You wouldn’t know it by looking at me, but I love salad. I enjoy it as an appetizer. I clean off my plate when it comes as a side. And, if it’s really tasty, I could be completely satisfied with salad as an entree.

Don’t be fooled by the tired lasso of rope lights in the window; the standard issue take-out cups with frilly script “Cappuccino” on the sides. Don't be waylaid by the miniature vortex of sales circulars attacking your ankles as you approach 1985 Coney Island Avenue in Brooklyn: The winner for the hardest working phyllo in the five boroughs is steps away, inside Güllüoglu.

Yesterday the Department of Transportation installed the first countdown pedestrian signal at the intersection of Coney Island Avenue and Kings Highway. Here's how the city explains the timer:

The pedestrian countdown signals are the same size as the existing pedestrian signal head, but feature a dual display - the traditional "Walking Man" and "Hand" display, and a pedestrian interval countdown display. The countdown feature is programmed to start at the beginning of the "flashing hand" cycle and end when the flashing hand becomes steady. At the five test intersections pedestrians will be given a minimum 15-second countdown before the light changes.
The city hopes people will see the timer and stay on the curb when the countdown is nearing zero. But will they?

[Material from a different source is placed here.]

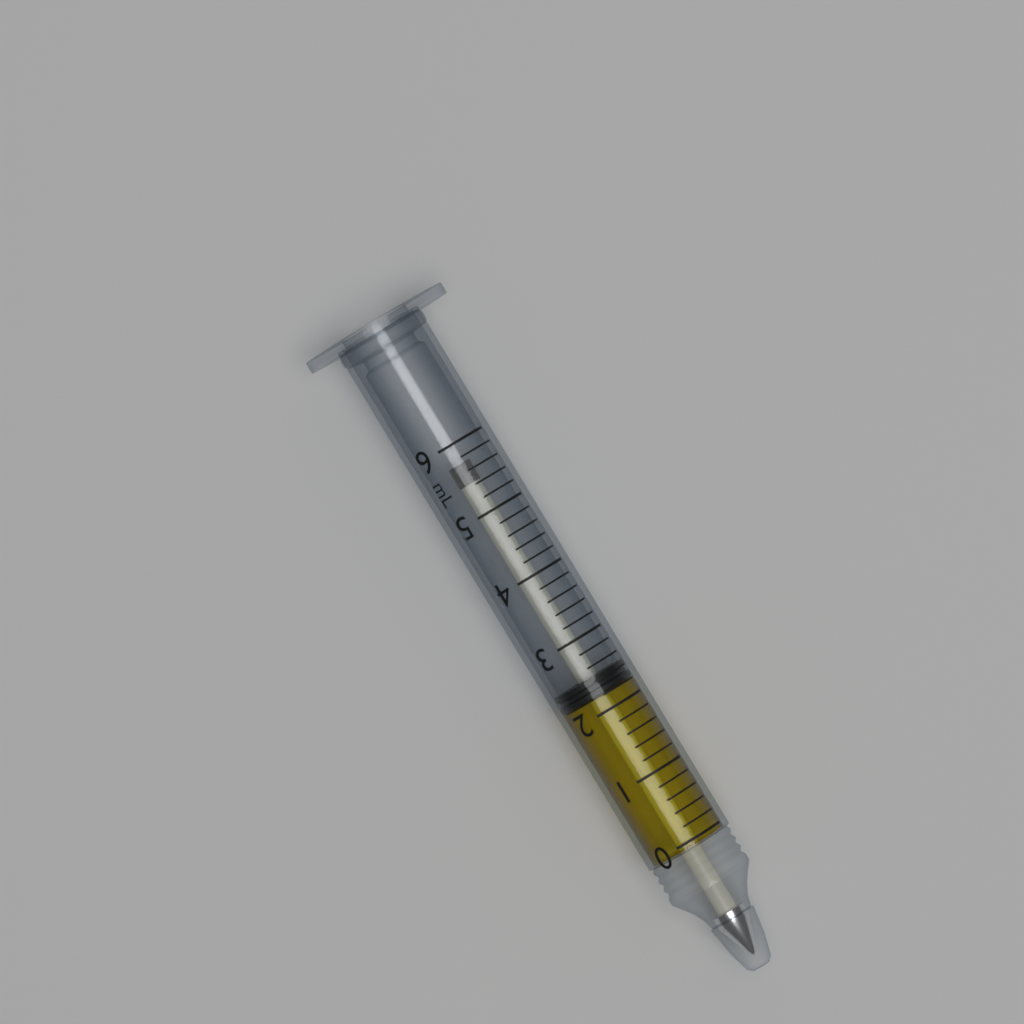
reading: 2.2 mL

The NY Times has varying reactions to the timers - some say they'll underestimate their times. Even DOT Commissioner Iris Weinshall was skeptical and only okayed the program at the Mayor's insistence. Countdown timers have been in San Francisco since 2001, and the NY Sun says that "a reduction in pedestrian collisions and an increase in compliance with the signals" have been seen in studies there.